[erlang-questions] Are binaries relocatable?
Sverker Eriksson
sverker.eriksson@REDACTED
Fri Aug 29 15:02:28 CEST 2014
On 08/28/2014 03:09 PM, Hynek Vychodil wrote:
> Hi all,
> I would like to know if binaries are relocatable. If I have binary parameter
>
> ErlNifBinary bin;
> if (!enif_inspect_binary(env, argv[0], &bin))
> return enif_make_badarg(env);
>
> I store binary in mine own environment
>
> ErlNifEnv *priv_env = enif_alloc_env();
> enif_make_copy(priv_env, argv[0]);
>
> Can I then rely on bin.data pointing into same memory until I free
> enif_free_env(priv_env) ?
No.
Your bin.data is refering to the original term argv[0] in 'env' which is
only valid until the NIF returns.
You must do enif_inspect_binary on the copy in order to get a safe
pointer that is valid until you do enif_free_env(priv_env).
> I'm asking because I would like to avoid copying
> and share data or even return it using enif_make_resource_binary to catch
> and
> count references.
Whether a copied binary share data with its original is implementation
dependent. Today big binaries (>64 bytes) are shared
and small binaries are copied between environments.
> I have code which makes copy of binary data but when I switch to reference
> bin.data it hangs whole VM. I would like to know if I make some mistake in
> mine code and it should work or it is wrong idea at all.
>
>
There is a known bug when calling enif_make_copy after enif_inspect_binary
that can cause the binary to get reallocated and thus the bin.data
pointer to get invalid
before the NIF returns. To detect this bug, you can call
enif_inspect_binary(env,argv[0],&bin2)
after enif_make_copy and check if bin2.data != bin.data.
This bug has been lingering as I thought it was an exotic scenario
(apparently not) and I have
been a bit unsure how to fix it without ruin performance.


**AIM OF THE EXERCISE**
Across the whole listing, filter for the string "arrow" and copy every line that has it.

**RECORD SET**

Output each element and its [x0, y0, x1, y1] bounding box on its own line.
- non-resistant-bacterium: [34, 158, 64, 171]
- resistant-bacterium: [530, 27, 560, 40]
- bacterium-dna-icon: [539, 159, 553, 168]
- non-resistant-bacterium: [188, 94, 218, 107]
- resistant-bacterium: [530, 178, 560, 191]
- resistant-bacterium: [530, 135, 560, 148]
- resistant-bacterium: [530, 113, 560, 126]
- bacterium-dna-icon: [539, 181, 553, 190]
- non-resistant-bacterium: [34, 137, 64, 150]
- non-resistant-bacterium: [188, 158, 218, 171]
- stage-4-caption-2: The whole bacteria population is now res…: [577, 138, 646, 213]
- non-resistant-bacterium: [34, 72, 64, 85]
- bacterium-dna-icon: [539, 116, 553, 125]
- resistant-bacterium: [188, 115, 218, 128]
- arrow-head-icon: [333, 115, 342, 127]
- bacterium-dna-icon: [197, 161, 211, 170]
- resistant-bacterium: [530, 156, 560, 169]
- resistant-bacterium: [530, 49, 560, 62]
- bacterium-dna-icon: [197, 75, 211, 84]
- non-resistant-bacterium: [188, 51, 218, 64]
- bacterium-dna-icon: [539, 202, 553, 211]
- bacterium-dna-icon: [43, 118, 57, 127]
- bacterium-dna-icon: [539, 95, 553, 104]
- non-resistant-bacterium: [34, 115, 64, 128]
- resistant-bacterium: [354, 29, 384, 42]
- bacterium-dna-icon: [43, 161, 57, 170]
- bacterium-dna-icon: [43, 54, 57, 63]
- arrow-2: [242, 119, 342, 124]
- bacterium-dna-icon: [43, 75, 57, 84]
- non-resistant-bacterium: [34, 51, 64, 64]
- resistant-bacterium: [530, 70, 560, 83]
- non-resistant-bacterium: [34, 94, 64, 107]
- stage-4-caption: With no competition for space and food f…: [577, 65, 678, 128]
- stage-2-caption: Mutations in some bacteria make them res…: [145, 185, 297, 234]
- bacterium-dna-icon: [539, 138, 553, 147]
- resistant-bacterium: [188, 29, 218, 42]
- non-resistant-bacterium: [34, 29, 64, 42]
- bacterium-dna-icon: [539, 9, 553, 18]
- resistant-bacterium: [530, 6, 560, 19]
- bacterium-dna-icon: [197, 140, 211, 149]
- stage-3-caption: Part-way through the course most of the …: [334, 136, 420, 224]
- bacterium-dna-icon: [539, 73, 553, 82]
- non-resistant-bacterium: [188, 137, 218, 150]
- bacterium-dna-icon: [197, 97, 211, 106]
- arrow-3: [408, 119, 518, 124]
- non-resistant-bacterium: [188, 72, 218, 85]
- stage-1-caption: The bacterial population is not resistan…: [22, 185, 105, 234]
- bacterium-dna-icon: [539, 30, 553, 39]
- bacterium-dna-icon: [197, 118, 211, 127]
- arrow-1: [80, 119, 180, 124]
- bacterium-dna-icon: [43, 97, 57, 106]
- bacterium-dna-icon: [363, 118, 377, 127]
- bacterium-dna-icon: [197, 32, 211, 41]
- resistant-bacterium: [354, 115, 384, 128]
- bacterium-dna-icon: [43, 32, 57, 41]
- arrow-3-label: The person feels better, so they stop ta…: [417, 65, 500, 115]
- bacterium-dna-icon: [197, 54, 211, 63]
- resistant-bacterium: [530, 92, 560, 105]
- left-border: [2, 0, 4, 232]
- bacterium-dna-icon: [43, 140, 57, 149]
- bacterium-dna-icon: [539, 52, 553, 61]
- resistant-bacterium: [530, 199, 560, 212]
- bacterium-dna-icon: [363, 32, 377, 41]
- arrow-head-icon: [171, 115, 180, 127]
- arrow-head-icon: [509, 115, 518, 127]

**SOLUTION TO THE EXERCISE**
- arrow-head-icon: [333, 115, 342, 127]
- arrow-2: [242, 119, 342, 124]
- arrow-3: [408, 119, 518, 124]
- arrow-1: [80, 119, 180, 124]
- arrow-3-label: The person feels better, so they stop ta…: [417, 65, 500, 115]
- arrow-head-icon: [171, 115, 180, 127]
- arrow-head-icon: [509, 115, 518, 127]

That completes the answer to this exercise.